ClayDirectory

Pottery vs ceramics: what’s the difference?

They get used interchangeably, and not entirely wrong. But there is a real distinction, and it matters when you’re picking a class.

The one-line answer

Pottery is a kind of ceramics. All pottery is ceramics; not all ceramics are pottery. Pottery specifically means functional vessels (cups, bowls, plates, vases) made from clay. Ceramics is the larger field, including sculpture, tile, and industrial work.

Pottery: vessels you can use

When a studio says they teach pottery, they almost always mean two things: wheel throwing (forming a vessel on a spinning wheel) and hand building (forming by pinching, coiling, or slab-rolling). The final result is a cup, bowl, mug, plate, vase, or planter.

A class labelled "pottery" assumes you want to leave with something you can put on your shelf or use at breakfast.

Ceramics: the broader field

Ceramics is everything you can make from fired clay. That includes pottery, but also:

  • Sculpture (figurative or abstract clay forms, not for use)
  • Tile (flat decorative or functional surfaces)
  • Architectural ceramics (bricks, tile facades, terracotta ornaments)
  • Industrial ceramics (insulators, lab equipment, dental crowns)

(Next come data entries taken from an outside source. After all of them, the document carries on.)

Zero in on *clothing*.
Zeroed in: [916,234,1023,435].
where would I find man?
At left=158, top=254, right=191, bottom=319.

A class labelled "ceramics" at a community art centre or college might be any of these. At a commercial studio, "ceramics class" and "pottery class" usually mean the same thing, because almost nobody books an industrial-ceramics workshop on a Friday night.

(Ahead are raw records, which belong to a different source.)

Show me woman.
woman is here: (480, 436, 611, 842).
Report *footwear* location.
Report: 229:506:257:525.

The clay-body axis: earthenware, stoneware, porcelain

A second axis everyone confuses with the pottery-vs-ceramics one is the type of clay being fired. There are three main bodies:

Earthenware

The lowest-temperature clay (around 1,000-1,150°C). Stays slightly porous after firing unless glazed all over. Most paint-your-own pottery studios use earthenware bisqueware because it’s cheap, easy to glaze, and breaks cleanly without dramatic shards. Terracotta is earthenware.

Stoneware

The workhorse of community pottery studios, fired around 1,200-1,300°C. Hard, durable, food-safe once glazed, dishwasher-safe. The mugs you make in a six-week class are almost always stoneware. Bigger range of glaze effects than earthenware.

Porcelain

The hardest, whitest, most refined body, fired at 1,200-1,400°C. Hard to throw on the wheel (slumps easily), expensive, but produces translucent walls and the cleanest glaze response. Most beginner classes won’t use porcelain; you usually have to ask for it specifically in a wheel-throwing intermediate.

What about studio pottery vs commercial pottery?

"Studio pottery" is a fourth term that sometimes confuses people. It just means pottery made by a single potter or small studio (as opposed to factory-produced commercial pottery from a company like Wedgwood or Le Creuset). Studio pottery is what your local wheel-throwing instructor sells at the holiday market.

How to use this when booking a class

  • Want to make a mug or bowl? Look for "wheel throwing" or "pottery class". Both terms point you to the right place.
  • Want to make a sculpture or tile? Search "ceramics sculpture" or "hand-building workshop". Most pottery studios actually do offer sculpture programming but rarely market it on the homepage.
  • Want to paint a pre-made piece? That’s paint-your-own-pottery (PYOP), almost always earthenware bisqueware. Not the same as throwing pottery from raw clay.
  • Want to make food-safe dishware? You want stoneware. Ask the studio before booking; most use it, but a few specialise in porcelain or earthenware only.